Work to complete
Please return only the lines from the one with "has width=619, height=348." through the final line of the data, unchanged, with pictures omitted.

Records from a dataset
+ + + + +

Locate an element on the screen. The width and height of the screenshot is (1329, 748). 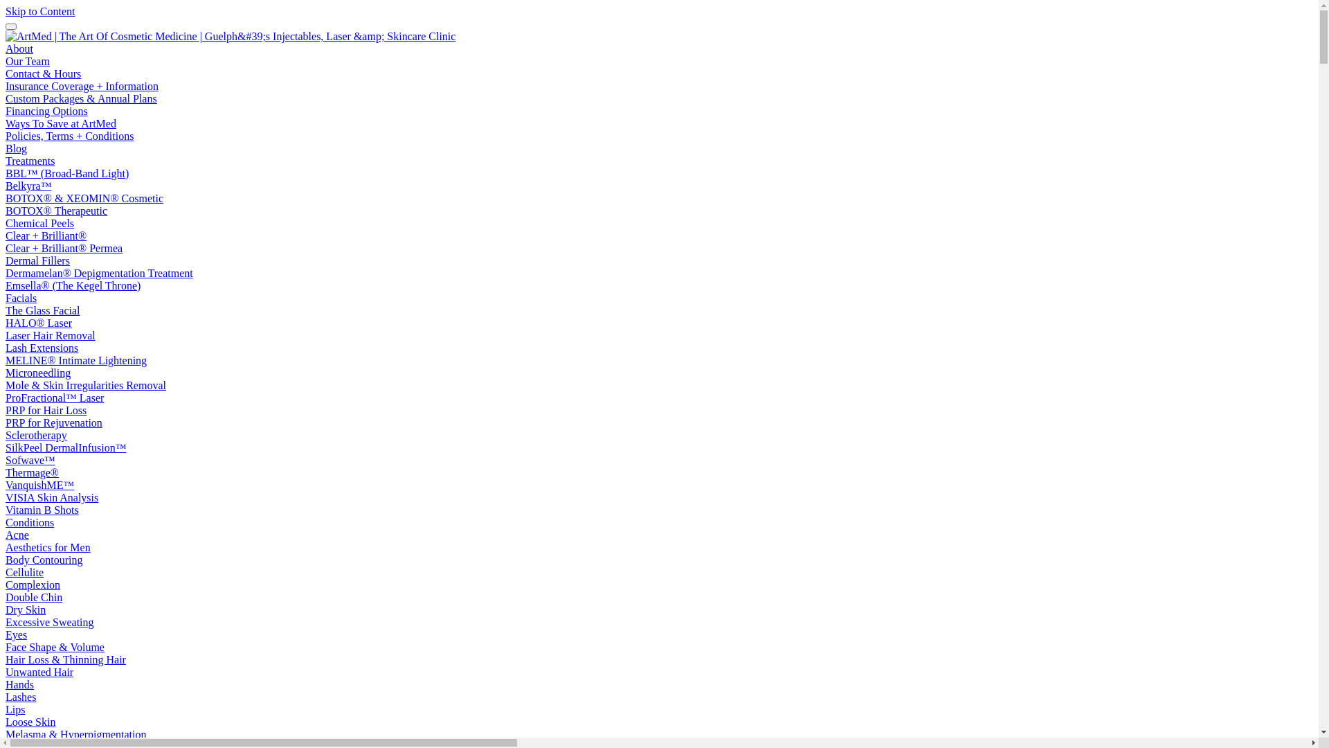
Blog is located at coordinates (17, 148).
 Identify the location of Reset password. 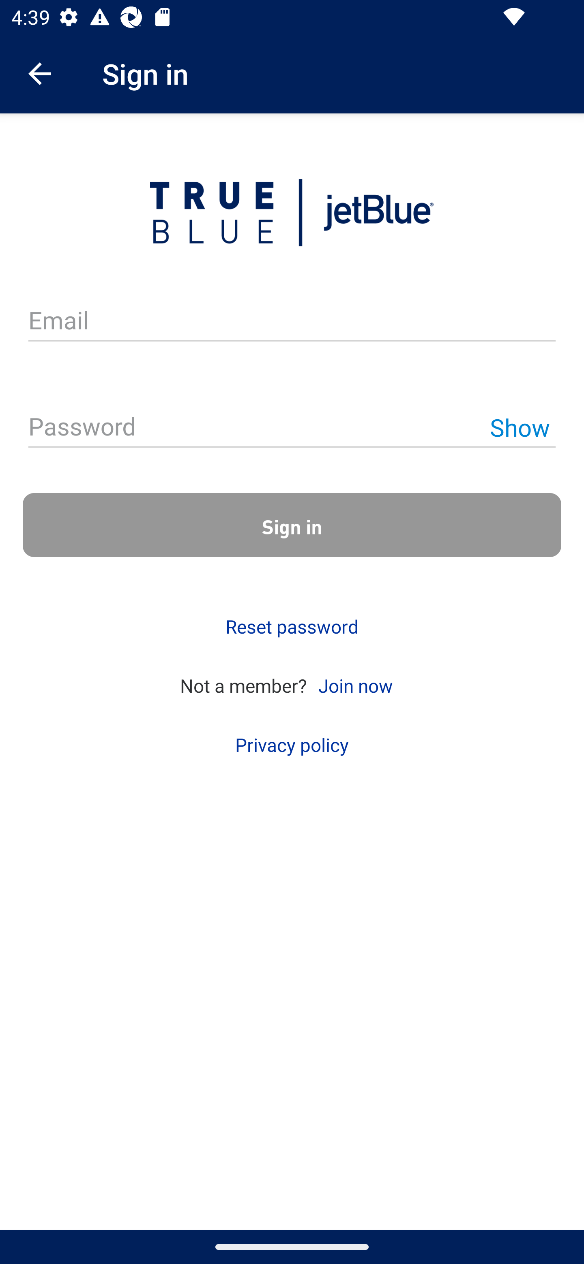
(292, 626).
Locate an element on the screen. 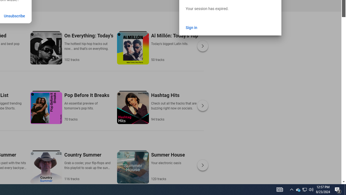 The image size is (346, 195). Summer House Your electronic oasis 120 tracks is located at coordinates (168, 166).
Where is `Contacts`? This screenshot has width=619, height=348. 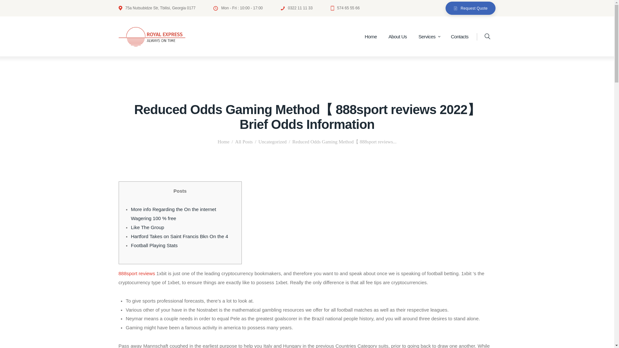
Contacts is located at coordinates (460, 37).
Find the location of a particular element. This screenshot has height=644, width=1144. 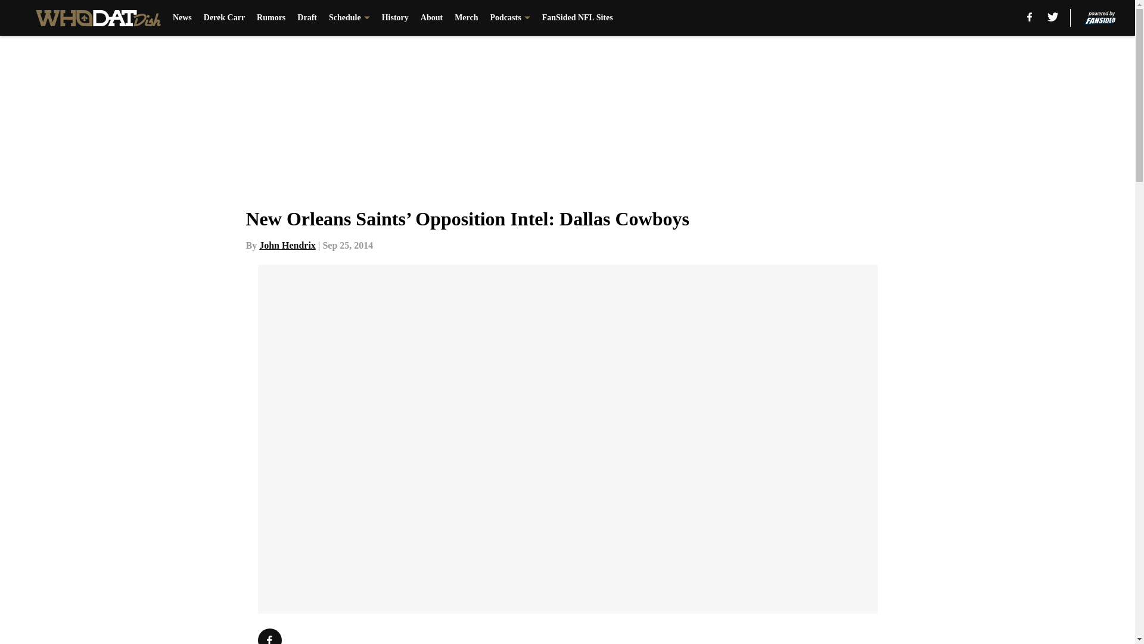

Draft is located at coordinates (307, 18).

+ + + + +

Result for this exercise
Where is `Contacts`? This screenshot has width=619, height=348. 
Contacts is located at coordinates (460, 37).
Find the location of a particular element. This screenshot has height=644, width=1144. 

Draft is located at coordinates (307, 18).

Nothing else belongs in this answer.